The businesses that navigate this well are the ones who've had a direct conversation before anyone starts: what are your working hours, what does availability actually look like, how does work get requested, what's the turnaround.

That conversation takes about ten minutes and can prevent frustration, scope creep, resentment (and then we know where it can go from there...).

If you've been unclear on this in a working relationship, you're definitely not alone, and it's not too late to have the conversation now.

Has this ever caught you off guard on either side of the relationship? Tell me how you handled it 👇

"Another important psychological shift is redefining value. We know that outcomes matter more than constant availability...
13/04/2026

"Another important psychological shift is redefining value. We know that outcomes matter more than constant availability at work. Yet people-pleasers often equate worth with responsiveness. Remote work exposes this belief by stripping away performative busyness. What remains is the question of whether one feels allowed to rest without guilt."

When it comes to working remotely - whether that is in the capacity as a self-employed freelancer, or as a remote employee - we easily allow our boundaries to be blurred, and when we let them keep going, they become invisible.

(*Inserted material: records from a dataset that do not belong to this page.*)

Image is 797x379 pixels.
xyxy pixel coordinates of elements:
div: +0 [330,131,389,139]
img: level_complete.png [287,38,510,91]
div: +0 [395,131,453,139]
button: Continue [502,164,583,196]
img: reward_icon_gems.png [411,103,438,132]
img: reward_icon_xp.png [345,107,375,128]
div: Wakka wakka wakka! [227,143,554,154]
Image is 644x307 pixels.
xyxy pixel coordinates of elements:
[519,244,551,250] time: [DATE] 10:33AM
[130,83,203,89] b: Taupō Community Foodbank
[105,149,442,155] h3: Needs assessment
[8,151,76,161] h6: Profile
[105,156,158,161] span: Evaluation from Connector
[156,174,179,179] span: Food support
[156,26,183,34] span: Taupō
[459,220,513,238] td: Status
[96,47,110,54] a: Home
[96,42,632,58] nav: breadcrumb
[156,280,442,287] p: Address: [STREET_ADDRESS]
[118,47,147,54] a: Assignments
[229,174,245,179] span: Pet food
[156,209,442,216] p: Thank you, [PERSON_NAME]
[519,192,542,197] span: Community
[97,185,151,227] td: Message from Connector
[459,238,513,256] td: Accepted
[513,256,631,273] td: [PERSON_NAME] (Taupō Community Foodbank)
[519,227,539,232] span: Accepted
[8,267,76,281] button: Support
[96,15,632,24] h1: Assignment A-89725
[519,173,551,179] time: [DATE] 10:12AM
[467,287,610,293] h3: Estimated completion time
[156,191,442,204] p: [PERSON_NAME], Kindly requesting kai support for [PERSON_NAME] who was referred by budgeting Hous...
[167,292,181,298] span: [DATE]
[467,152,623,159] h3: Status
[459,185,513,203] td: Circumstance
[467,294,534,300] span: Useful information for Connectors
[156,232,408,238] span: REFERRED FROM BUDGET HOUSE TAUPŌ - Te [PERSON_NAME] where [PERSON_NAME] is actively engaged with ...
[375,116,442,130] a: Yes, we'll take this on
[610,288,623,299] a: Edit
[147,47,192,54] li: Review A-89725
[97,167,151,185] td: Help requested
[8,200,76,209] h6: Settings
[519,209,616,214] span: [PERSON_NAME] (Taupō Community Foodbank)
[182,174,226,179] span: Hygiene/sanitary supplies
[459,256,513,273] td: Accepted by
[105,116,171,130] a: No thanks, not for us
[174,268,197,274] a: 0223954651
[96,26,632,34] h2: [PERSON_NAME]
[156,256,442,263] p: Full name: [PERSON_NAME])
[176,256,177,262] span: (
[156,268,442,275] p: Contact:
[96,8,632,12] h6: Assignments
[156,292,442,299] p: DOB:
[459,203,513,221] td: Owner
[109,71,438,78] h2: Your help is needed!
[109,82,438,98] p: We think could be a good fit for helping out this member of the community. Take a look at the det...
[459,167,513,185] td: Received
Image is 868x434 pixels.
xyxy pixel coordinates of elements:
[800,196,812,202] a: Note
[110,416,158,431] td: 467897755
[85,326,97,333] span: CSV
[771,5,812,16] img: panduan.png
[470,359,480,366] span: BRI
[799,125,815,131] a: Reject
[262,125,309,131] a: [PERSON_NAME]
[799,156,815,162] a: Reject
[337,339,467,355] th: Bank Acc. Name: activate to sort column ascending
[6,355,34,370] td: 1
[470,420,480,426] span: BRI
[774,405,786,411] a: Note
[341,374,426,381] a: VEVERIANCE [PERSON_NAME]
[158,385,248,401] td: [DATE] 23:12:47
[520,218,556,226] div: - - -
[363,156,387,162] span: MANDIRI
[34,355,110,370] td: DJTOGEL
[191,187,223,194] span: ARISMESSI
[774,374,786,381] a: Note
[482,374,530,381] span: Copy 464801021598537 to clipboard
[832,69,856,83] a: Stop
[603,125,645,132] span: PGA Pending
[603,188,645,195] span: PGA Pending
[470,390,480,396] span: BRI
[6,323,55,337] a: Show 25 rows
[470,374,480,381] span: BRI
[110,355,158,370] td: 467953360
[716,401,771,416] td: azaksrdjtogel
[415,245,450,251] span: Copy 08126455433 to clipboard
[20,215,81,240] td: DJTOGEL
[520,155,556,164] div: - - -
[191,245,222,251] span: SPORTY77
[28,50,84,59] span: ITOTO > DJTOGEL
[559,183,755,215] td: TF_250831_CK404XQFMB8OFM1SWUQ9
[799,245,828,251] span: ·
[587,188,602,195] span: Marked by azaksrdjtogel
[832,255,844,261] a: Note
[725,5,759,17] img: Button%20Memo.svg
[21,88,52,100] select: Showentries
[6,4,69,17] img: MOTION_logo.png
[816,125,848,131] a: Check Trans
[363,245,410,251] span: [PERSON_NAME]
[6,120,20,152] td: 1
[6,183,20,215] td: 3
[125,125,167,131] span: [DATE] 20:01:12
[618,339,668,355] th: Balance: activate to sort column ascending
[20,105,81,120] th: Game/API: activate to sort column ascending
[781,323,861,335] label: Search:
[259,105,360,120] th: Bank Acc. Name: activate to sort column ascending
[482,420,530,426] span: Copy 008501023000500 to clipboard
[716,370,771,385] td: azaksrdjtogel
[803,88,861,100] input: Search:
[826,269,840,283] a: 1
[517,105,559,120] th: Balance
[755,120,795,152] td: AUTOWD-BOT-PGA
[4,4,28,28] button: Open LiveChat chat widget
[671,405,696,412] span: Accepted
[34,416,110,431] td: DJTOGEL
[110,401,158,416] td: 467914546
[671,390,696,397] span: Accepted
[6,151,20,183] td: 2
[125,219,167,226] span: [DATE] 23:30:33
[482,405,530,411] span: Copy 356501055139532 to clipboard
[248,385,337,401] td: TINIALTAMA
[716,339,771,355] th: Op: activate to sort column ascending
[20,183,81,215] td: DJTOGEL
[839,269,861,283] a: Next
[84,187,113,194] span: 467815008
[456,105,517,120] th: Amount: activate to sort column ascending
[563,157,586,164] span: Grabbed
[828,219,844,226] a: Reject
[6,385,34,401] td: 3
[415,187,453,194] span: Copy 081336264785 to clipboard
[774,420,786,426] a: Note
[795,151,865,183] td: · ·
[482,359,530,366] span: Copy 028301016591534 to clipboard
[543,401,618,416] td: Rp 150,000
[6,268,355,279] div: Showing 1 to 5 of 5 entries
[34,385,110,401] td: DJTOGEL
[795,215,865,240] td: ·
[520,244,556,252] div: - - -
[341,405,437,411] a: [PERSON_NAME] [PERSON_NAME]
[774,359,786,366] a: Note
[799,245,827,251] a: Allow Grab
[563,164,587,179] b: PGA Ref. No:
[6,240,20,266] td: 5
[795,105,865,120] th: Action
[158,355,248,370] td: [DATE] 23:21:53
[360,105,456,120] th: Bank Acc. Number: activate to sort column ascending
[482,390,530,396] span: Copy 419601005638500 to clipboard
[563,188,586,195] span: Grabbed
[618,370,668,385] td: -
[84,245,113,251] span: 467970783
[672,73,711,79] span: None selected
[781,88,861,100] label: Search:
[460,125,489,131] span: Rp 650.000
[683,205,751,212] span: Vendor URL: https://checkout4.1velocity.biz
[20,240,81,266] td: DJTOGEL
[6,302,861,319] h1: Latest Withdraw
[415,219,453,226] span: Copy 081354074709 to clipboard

The areas that I see damaging the working relationships between contractors and business owners are around expectations:
-Expectations of being consistently available, or working to "their business hours only"
-Expectations that they will operate as an employee and attend to any tasks assigned (eg: "and additional duties as required by the needs of the business" do NOT apply to B2B services)

People pleasing is a slide, and it's harmful to both business owners.

Psychological research reveals why some remote workers struggle to log off.

Truth (and celebration): 3 years ago today I "launched" this business because I needed to earn money.My husband had join...
12/04/2026

Truth (and celebration): 3 years ago today I "launched" this business because I needed to earn money.

My husband had joined the Defence Force, and we were posted to Wagga Wagga where it was really difficult to get a job.

A couple of years prior we'd left government jobs to run a plant nursery in a rural area while homeschooling our kids, and then I needed to build something that would work around Defence life, postings, being the default parent, and a body that doesn't always cooperate.

I had a million years of corporate experience (that's what it felt like anywho 😜). I looked at what I knew - operations, people coordination, supporting leaders in different ways - and then I built something around that.

3 years later, it's become something I genuinely care about. The work around helping business owners understand what it means to work ethically with virtual support professionals. The community I've built for solo business owners who don't want to work alone. The conversations I have every week that confirm there's a real gap in how the industry addresses the client side of the relationship.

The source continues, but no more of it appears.